Weblog: What do you mean the Wi-Fi doesn't work? The life of a Racing Post reporter

Responsible for big losses on Merseyside?

"Very responsible people like yourself who have been in racing a long time" - funny the impressions that folk form of youduring a phone conversation.

Did she detect from the mature tenor of my remarks that I was a sensible, reliable, public-spirited individual? Or did she just think I had an old man's voice?

'She' was one of the experts I spoke to today for a feature on the 'bounce' theory, which suggests that a horse who runs well on its first run after a  may break may disappoint - or 'bounce' - next time out.

Well worth investigating with the likes of Burton Port, Riverside Theatre and Balgarry prime candidates at Cheltenham next week.

But with some thinking it a serious phenomenon and others dismissing it as 'a really unscientific thing to think about' you'll have to make your own mind up.
Unlike the good people of suburban north Liverpool.

They had their cards marked at a festival preview night in Maghull - that's pronounced "Mg'll", commentators please note, rather than "Magg-hull", which it tends to be called during the Maghull Novices' Chase at the Grand National meeting.

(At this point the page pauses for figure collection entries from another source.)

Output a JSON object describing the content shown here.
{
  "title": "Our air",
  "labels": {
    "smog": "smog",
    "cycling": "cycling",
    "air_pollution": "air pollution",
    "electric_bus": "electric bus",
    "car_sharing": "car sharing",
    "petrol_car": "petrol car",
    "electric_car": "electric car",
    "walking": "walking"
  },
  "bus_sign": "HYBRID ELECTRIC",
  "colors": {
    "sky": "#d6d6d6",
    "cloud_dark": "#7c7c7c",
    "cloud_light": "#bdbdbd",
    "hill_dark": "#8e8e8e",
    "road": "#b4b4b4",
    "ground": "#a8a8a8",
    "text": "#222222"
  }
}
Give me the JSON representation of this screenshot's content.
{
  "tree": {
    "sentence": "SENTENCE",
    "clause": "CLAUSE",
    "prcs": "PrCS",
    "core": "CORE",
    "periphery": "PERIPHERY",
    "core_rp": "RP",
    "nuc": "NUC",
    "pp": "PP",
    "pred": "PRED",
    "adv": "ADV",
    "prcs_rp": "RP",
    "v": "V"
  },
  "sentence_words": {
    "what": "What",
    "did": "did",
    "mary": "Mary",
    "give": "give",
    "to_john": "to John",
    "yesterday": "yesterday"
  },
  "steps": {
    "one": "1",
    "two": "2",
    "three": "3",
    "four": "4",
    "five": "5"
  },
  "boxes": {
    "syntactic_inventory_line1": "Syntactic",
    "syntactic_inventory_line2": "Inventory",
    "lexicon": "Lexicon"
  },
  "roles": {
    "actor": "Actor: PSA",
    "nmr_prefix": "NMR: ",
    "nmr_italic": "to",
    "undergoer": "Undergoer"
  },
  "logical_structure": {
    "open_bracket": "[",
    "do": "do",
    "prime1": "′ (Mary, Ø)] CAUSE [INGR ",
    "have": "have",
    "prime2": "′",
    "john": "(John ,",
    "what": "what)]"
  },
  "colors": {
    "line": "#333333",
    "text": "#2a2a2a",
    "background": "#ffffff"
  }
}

That's not the only thing I learned on my visit to the town famous as the birthplace of Frank Hornby, he of the train sets, back in 1863.

No shock that my fellow panelist John Parrott is a good guy - you don't earn your sweater as a Question Of Sport captain without having a fair measure of wit and charm.

But I was taken aback by his grasp of the formbook, he really knows his stuff. Put it this way, he'd make rather a better Racing Post reporter than I would a professional snooker player.

It was also a pleasant surprise to see justhow popular Cheltenham previews still are - there were 150-odd squeezed into the town hall.

Wonder how that will compare with the venue's other big attractions in March, the Vince 'Ron Dixon in Brookside' Earl show and the visit of the Chicago Teddybears Society Jazzband, who appear every second Thursday of the month.

And you can never underestimate the kindness of strangers - it was impossible actually to pay for a drink.

That was despite several clearly being regular readers of this column, some of whom mentioned they were left hanging by my faux pas over last month's slapdash question about the track which staged three races over 4m.

They'll probably be left in far worse trouble should they follow my tips, which, as always, seemed to become more dangerously confident as the night went on.

The outcome of the Byrne Group Plate will probably determine whether it will ever be safe for me to return.